Physicists in Germany have discovered that 60 appears to be the minimum number of helium-4 atoms needed for superfluidity to occur in liquid helium. The team obtained evidence for the superfluidity by studying droplets of liquid helium-3 and helium-4. Droplets of pure helium-3 showed no evidence for superfluidity, but the addition of 60 atoms of helium-4 lead to the observation of superfluid behaviour.

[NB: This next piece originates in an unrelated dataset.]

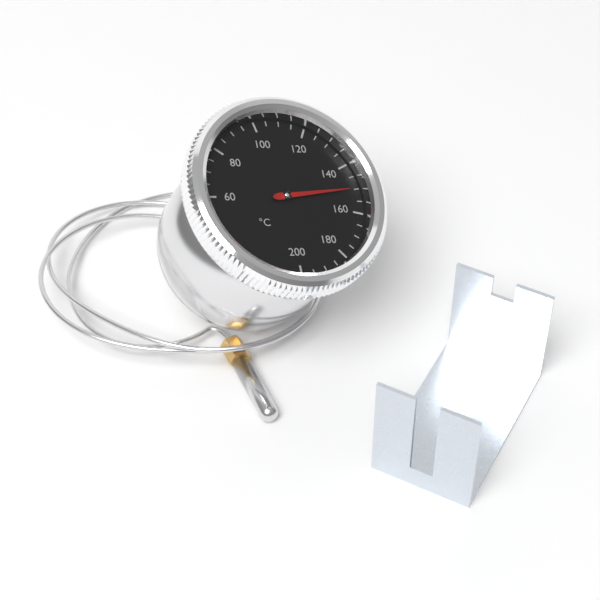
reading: 150 °C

Bulk superfluid helium has many unusual properties – it can flow up walls and through narrow pores without resistance. Helium-4 and helium-3 become superfluid below 2.12 and 0.003 Kelvin respectively. However, only a proportion of the helium becomes superfluid at the transition temperature. This two-fluid model was confirmed experimentally by Andronikashvili in the mid-1940s. The latest experiments are microscopic versions of the Andronikashvili experiment.

The researchers used infrared absorption to measure the rotational spectra of oxygen carbon sulphide (OCS) molecules in small clusters of liquid helium. Narrow rotational lines imply free rotation of the molecules and hence superfluidity in the helium. 60 helium atoms are enough to coat the OCS molecule with two layers of atoms. This number of atoms is also in reasonable agreement with theoretical predictions.

In a paper published in this week’s Science magazine the researchers – Slava Grebenev, Peter Toennies and Andrei Vilesov of the Max Planck Institute for Fluid Dynamics in Göttingen – suggest that the effect should be called “molecular superfluidity.”